Tuesday, June 28, 2005

The 10 Commandment Decisions and Neuroscience

Shortly before he died, Christopher Lasch diagnosed a fundamental disorder in our democracy: The Revolt of the Elites. While I don't agree with his argument in toto, the 10 Commandments decision (and for that matter, the Kelo decision) reveals the stark divide in mores between the self-serving intellectual constructs of judicial elites and the common sense of the average American. At this point, the Supreme Court is at the cutting edge of the culture wars insofar as it represents the pinnacle of power achieved by the elites (and here I refer to the intellectual avant-garde amongst the elites, not the entire managerial class). And these elites have, of course, attempted to stack the deck in their own favor.

I am certainly not the first to point out that the culture war tracks the rise of the New Elite. And it is clear that the main battlefronts are those social spheres in which the Elites dominate, including the media, arts, and academia. As I noted in a previous post, these are (for some) calculated power grabs in the Gramscian mode. And the tightening of the reins of power in these domains is accomplished, in part, by an esotericization of knowledge and discourse, effectively blocking participation by "ordinary" citizens. These trends ultimately lead to deeply anti-democratic calamities such as the EU Constitution crisis.

With the rise of the blogosphere, we have seen the counter-revolt of the citizenry (note that I will not use the term "masses"). So far, this movement has been most effective in domains nominally concerned with the polis, namely politics and political coverage in the media. The blogosphere's greatest impact on the academy has been the exposure of the Ward Churchill scandal(s), which has direct overlap with the blogosphere's primary concerns. To date, the left's dominance over the substance of the curriculum has been untouched. Just ask Larry Summers.

And in Larry Summers' dilemma, we see the link to neuroscience. As I have hinted in previous posts, the level of complexity encountered in the study of the brain and of the genome raises the possibility of an intellectual elite serving as the guardians of special knowledge. For sociological and historical reasons that are still not entirely clear to me, these guardians are nearly as uniformly leftist in ideology as the other Elites.

The foremost purpose of this blog is to provide a link between a common-sense conservative understanding of ethics and politics, and the exponentially expanding knowledge base of neuroscience, including brain imaging, psychopharmacology, and genetics. It has been my continuing observation that le plus ca change..., and that these new discoveries need not fundamentally undermine a traditional understanding of human nature and its political needs.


_EXERCISE AIM_.
Among the entries below, find all lines that include "Vasopressin" and copy them.

_AVAILABLE RECORDS_.
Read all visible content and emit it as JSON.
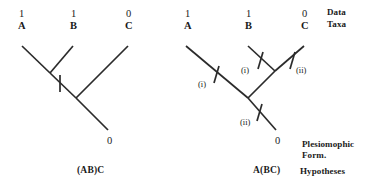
{
  "figure": {
    "background_color": "#ffffff",
    "line_color": "#2b2b2b",
    "width": 372,
    "height": 195
  },
  "row_labels": {
    "data": "Data",
    "taxa": "Taxa",
    "plesiomorphic": "Plesiomophic",
    "form": "Form.",
    "hypotheses": "Hypotheses"
  },
  "trees": [
    {
      "id": "left-tree",
      "hypothesis_label": "(AB)C",
      "topology": "(AB)C",
      "root_state": "0",
      "tips": [
        {
          "taxon": "A",
          "state": "1"
        },
        {
          "taxon": "B",
          "state": "1"
        },
        {
          "taxon": "C",
          "state": "0"
        }
      ],
      "step_marks": [
        {
          "label": "",
          "on_branch": "AB-stem"
        }
      ],
      "step_count": 1
    },
    {
      "id": "right-tree",
      "hypothesis_label": "A(BC)",
      "topology": "A(BC)",
      "root_state": "0",
      "tips": [
        {
          "taxon": "A",
          "state": "1"
        },
        {
          "taxon": "B",
          "state": "1"
        },
        {
          "taxon": "C",
          "state": "0"
        }
      ],
      "step_marks": [
        {
          "label": "(i)",
          "on_branch": "A"
        },
        {
          "label": "(i)",
          "on_branch": "B"
        },
        {
          "label": "(ii)",
          "on_branch": "C"
        },
        {
          "label": "(ii)",
          "on_branch": "root-stem"
        }
      ],
      "step_count": 2
    }
  ]
}
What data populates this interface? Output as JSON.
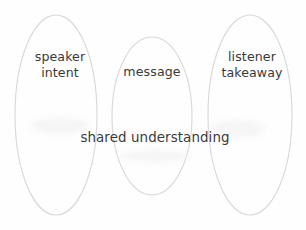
{
  "diagram": {
    "type": "venn-three-ellipse",
    "background_color": "#fefefe",
    "stroke_color": "#d9d9d9",
    "text_color": "#3a3a3a",
    "regions": [
      {
        "name": "speaker-intent",
        "label": "speaker\nintent",
        "position": "left"
      },
      {
        "name": "message",
        "label": "message",
        "position": "center"
      },
      {
        "name": "listener-takeaway",
        "label": "listener\ntakeaway",
        "position": "right"
      },
      {
        "name": "shared-understanding",
        "label": "shared understanding",
        "position": "overlap-center"
      }
    ]
  }
}
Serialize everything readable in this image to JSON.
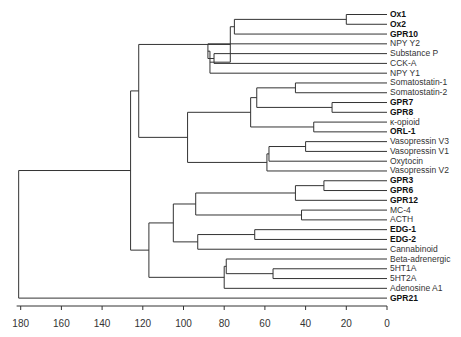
{
  "chart_data": {
    "type": "dendrogram",
    "title": "",
    "xlabel": "",
    "x_axis": {
      "ticks": [
        180,
        160,
        140,
        120,
        100,
        80,
        60,
        40,
        20,
        0
      ],
      "range": [
        180,
        0
      ]
    },
    "leaves": [
      {
        "label": "Ox1",
        "bold": true
      },
      {
        "label": "Ox2",
        "bold": true
      },
      {
        "label": "GPR10",
        "bold": true
      },
      {
        "label": "NPY Y2",
        "bold": false
      },
      {
        "label": "Substance P",
        "bold": false
      },
      {
        "label": "CCK-A",
        "bold": false
      },
      {
        "label": "NPY Y1",
        "bold": false
      },
      {
        "label": "Somatostatin-1",
        "bold": false
      },
      {
        "label": "Somatostatin-2",
        "bold": false
      },
      {
        "label": "GPR7",
        "bold": true
      },
      {
        "label": "GPR8",
        "bold": true
      },
      {
        "label": "κ-opioid",
        "bold": false
      },
      {
        "label": "ORL-1",
        "bold": true
      },
      {
        "label": "Vasopressin V3",
        "bold": false
      },
      {
        "label": "Vasopressin V1",
        "bold": false
      },
      {
        "label": "Oxytocin",
        "bold": false
      },
      {
        "label": "Vasopressin V2",
        "bold": false
      },
      {
        "label": "GPR3",
        "bold": true
      },
      {
        "label": "GPR6",
        "bold": true
      },
      {
        "label": "GPR12",
        "bold": true
      },
      {
        "label": "MC-4",
        "bold": false
      },
      {
        "label": "ACTH",
        "bold": false
      },
      {
        "label": "EDG-1",
        "bold": true
      },
      {
        "label": "EDG-2",
        "bold": true
      },
      {
        "label": "Cannabinoid",
        "bold": false
      },
      {
        "label": "Beta-adrenergic",
        "bold": false
      },
      {
        "label": "5HT1A",
        "bold": false
      },
      {
        "label": "5HT2A",
        "bold": false
      },
      {
        "label": "Adenosine A1",
        "bold": false
      },
      {
        "label": "GPR21",
        "bold": true
      }
    ],
    "merges": [
      {
        "children": [
          "Ox1",
          "Ox2"
        ],
        "height": 20
      },
      {
        "children": [
          "(Ox1,Ox2)",
          "GPR10"
        ],
        "height": 75
      },
      {
        "children": [
          "Substance P",
          "CCK-A"
        ],
        "height": 85
      },
      {
        "children": [
          "(SubP,CCK-A)",
          "NPY Y2"
        ],
        "height": 88
      },
      {
        "children": [
          "(NPY Y2..CCK-A)",
          "NPY Y1"
        ],
        "height": 87
      },
      {
        "children": [
          "(Ox..GPR10)",
          "(NPY..)"
        ],
        "height": 77
      },
      {
        "children": [
          "Somatostatin-1",
          "Somatostatin-2"
        ],
        "height": 45
      },
      {
        "children": [
          "GPR7",
          "GPR8"
        ],
        "height": 27
      },
      {
        "children": [
          "(Som)",
          "(GPR7,GPR8)"
        ],
        "height": 64
      },
      {
        "children": [
          "κ-opioid",
          "ORL-1"
        ],
        "height": 36
      },
      {
        "children": [
          "(Som..GPR8)",
          "(κ,ORL-1)"
        ],
        "height": 67
      },
      {
        "children": [
          "Vasopressin V3",
          "Vasopressin V1"
        ],
        "height": 40
      },
      {
        "children": [
          "(V3,V1)",
          "Oxytocin"
        ],
        "height": 58
      },
      {
        "children": [
          "(V3,V1,Oxy)",
          "Vasopressin V2"
        ],
        "height": 59
      },
      {
        "children": [
          "(Som..ORL-1)",
          "(Vaso)"
        ],
        "height": 97
      },
      {
        "children": [
          "(top peptide)",
          "(Som..Vaso)"
        ],
        "height": 98
      },
      {
        "children": [
          "(peptide)",
          "(Vaso group)"
        ],
        "height": 122
      },
      {
        "children": [
          "GPR3",
          "GPR6"
        ],
        "height": 31
      },
      {
        "children": [
          "(GPR3,GPR6)",
          "GPR12"
        ],
        "height": 45
      },
      {
        "children": [
          "MC-4",
          "ACTH"
        ],
        "height": 42
      },
      {
        "children": [
          "(GPR3..12)",
          "(MC-4,ACTH)"
        ],
        "height": 94
      },
      {
        "children": [
          "EDG-1",
          "EDG-2"
        ],
        "height": 65
      },
      {
        "children": [
          "(EDG)",
          "Cannabinoid"
        ],
        "height": 93
      },
      {
        "children": [
          "(GPR..ACTH)",
          "(EDG..Cannabinoid)"
        ],
        "height": 105
      },
      {
        "children": [
          "5HT1A",
          "5HT2A"
        ],
        "height": 56
      },
      {
        "children": [
          "Beta-adrenergic",
          "(5HT)"
        ],
        "height": 79
      },
      {
        "children": [
          "(Beta..5HT)",
          "Adenosine A1"
        ],
        "height": 80
      },
      {
        "children": [
          "(lipid/peptide)",
          "(amine)"
        ],
        "height": 117
      },
      {
        "children": [
          "(upper)",
          "(lower)"
        ],
        "height": 126
      },
      {
        "children": [
          "(all)",
          "GPR21"
        ],
        "height": 181
      }
    ]
  }
}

_OUTPUT FOR THIS TASK_.
        "label": "Vasopressin V3",
        "label": "Vasopressin V1",
        "label": "Vasopressin V2",
          "Vasopressin V3",
          "Vasopressin V1"
          "Vasopressin V2"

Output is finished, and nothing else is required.